Fernando F. Segovia, in a short but illuminating article in which he charts his own changing loyalties to one method after another in the study of the Gospel, distinguishes three different approaches: first, historical criticism (the method of study I myself continue to favor); second, literary criticism (the approach of Culpepper and his successors); and, third, “cultural studies,” a movement he himself had recently joined and whose acceptance by biblical scholars he ascribes to “the influx into the discipline of individuals who had never been part of it before and who were now [he is writing in 1996] making their voices heard for the first time, Western women, non-Western readers and critics, and racial/ethnic minorities in the West.”
[18]
(This movement is one manifestation of what is more generally called postmodernism.)
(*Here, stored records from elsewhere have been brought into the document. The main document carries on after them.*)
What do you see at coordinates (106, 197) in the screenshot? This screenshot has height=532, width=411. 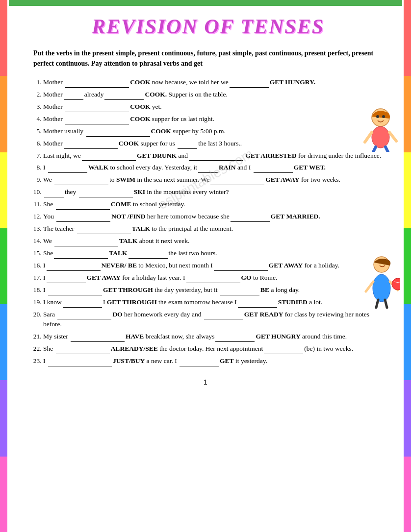 I see `blank-10b` at bounding box center [106, 197].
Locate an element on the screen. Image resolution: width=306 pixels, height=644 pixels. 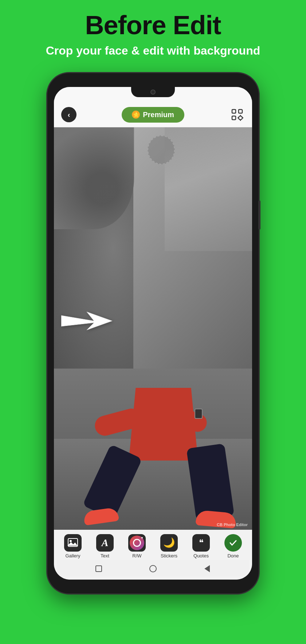
head-cutout is located at coordinates (161, 150).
Commenting on the change from historical to literary criticism, Segovia has this to say:

One can readily see how the established discourse and practice of tradition criticism would be directly and severely affected by such a different interpretive framework, given the shift away from textual disruption to textual smoothness, from a problematic and unintelligible text to a unified and coherent text, from a reading in search of stages of composition to a reading in search of arrangement and development, from a text that reflected/engaged the situation of the community to a text that became an object of attention in its own right. . . . The focus would lie no longer on the historical process of composition and its various stages of formation but rather on the literary process of composition with its artistic devices, strategic concerns and aims, and intertextual echoes or references.
[19]

What puzzles me in these remarks is the way Segovia slips easily from the method of study
 
to the text itself, as if the distinction between these was of no significance. In the text itself there is no shift from textual disruption to textual smoothness or from unintelligibility to coherence: what has changed is not the text but the angle of vision. You can choose to notice what Barrett calls the roughnesses in the text, or you can choose to ignore them; but you cannot simply wish them away. One may question too whether the change of focus from the historical process of composition to the literary process of composition can be carried through as smoothly as Segovia appears to suggest. Two very different and surely irreconcilable ways of explaining the bumps and blemishes in the Gospel text may have to be settled by rational discussion; but advocates of the newer methods often seem reluctant to engage in the kind of argument required to decide who is right and who is wrong in this matter. A discontinuity in the text resulting from an awkward and badly concealed insertion cannot reasonably be explained 
at the same time
 as an example of a carefully planned and executed artistic device. Reflecting on the change in his own understanding of the Gospel, Segovia says this:

I find myself less and less favorably disposed towards those approaches to the Gospel that highlight the disruptive character of the text and use perceived aporias as a key point of departure for reading the text. In fact, the more liberally such a technique is invoked, the less receptive I become. Why? I would respond that by and large I find that the proposed aporias can be readily explained in other—and, I would add, simpler ways.
[20]

Readers who, instead of ignoring the aporias, prefer to look and see what can be learned from them about the composition of the Gospel, will find themselves frustrated by the unsubstantiated assertion that there are simpler ways of explaining them. On the previous page Segovia had accused historical criticism (or tradition history) of being “predisposed towards aporias,” instead of being “oriented towards unity and coherence, or interested in questions of strategies and ‘texts.’ ”
[21]
But it is not so much a matter of being “predisposed” toward aporias, as of a readiness to recognize them for what they are and a reluctance to brush them under the carpet. The truth is that we all start out by looking for unity and do not give up on it without good reason.